The Veteran's PTSD has been manifested by symptoms that include depression, depressed mood and affect, anxiety with occasional anxiety attacks, anger, irritability, difficulty concentrating, sleep impairment, nightmares, avoidant behavior, startle response, intrusive thoughts, suspiciousness, and hypervigilance. However, the evidence does not support an initial rating in excess of 50 percent.
The deciding factor: The Veteran's symptoms have resulted in occupational and social impairment with reduced reliability and productivity, but they do not meet the criteria for a higher rating as his condition has not produced deficiencies in most areas or total occupational and social impairment.
- Claimed conditions
- post-traumatic stress disorder (PTSD)
- How they argued it
- Direct service connection
- Exposure basis
- None
- Rating assigned
- None in this decision
- Decision date
- March 9, 2009
- Citation
- 0908593
What this means for you
A denial is a starting point, not the end of the road. You can see why this claim fell short — and, if you are still inside the one-year window, the appeal lanes that may remain open to you.
What you can do next
Related decisions
Other Board decisions on a similar condition or argued the same way.
- Remanded (sent back)
The Board remands the claim for service connection for PTSD to be readjudicated on the merits due to new and relevant evidence.
- Partly granted
The veteran's claims for service connection for various conditions were denied, except for tinnitus and bilateral hearing loss disability which were granted. The veteran was also granted service connection for hypertension.
- Remanded (sent back)
The Board remands the claim for an evaluation in excess of 70 percent disabling for service-connected PTSD due to duty-to-assist errors.
- Denied
The Board denied the Veteran's claims for increased ratings for right hip bursitis, left knee strain, TBI, and PTSD.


TASK BRIEF: Give back only one number: how many lines in the data below contain the word "glycolysis".

============

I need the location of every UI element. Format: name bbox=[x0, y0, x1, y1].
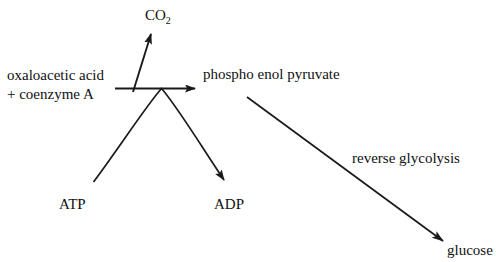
co2-label: CO2 bbox=[145, 6, 171, 24]
diagram-vector-layer bbox=[0, 0, 496, 262]
substrate-line-2: + coenzyme A bbox=[7, 85, 104, 104]
atp-label: ATP bbox=[59, 195, 86, 213]
co2-formula-text: CO bbox=[145, 7, 166, 23]
substrate-label: oxaloacetic acid + coenzyme A bbox=[7, 66, 104, 104]
adp-label: ADP bbox=[214, 195, 244, 213]
substrate-line-1: oxaloacetic acid bbox=[7, 66, 104, 85]
pathway-diagram-canvas: CO2 oxaloacetic acid + coenzyme A phosph… bbox=[0, 0, 496, 262]
co2-release-arrow bbox=[133, 34, 151, 92]
reverse-glycolysis-arrow bbox=[247, 97, 443, 241]
glucose-label: glucose bbox=[447, 241, 493, 259]
reverse-glycolysis-label: reverse glycolysis bbox=[352, 149, 460, 167]
atp-to-adp-arc bbox=[94, 89, 225, 183]
co2-subscript: 2 bbox=[166, 15, 171, 26]
product-label: phospho enol pyruvate bbox=[203, 65, 340, 83]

============

EXERCISE SOLUTION: 2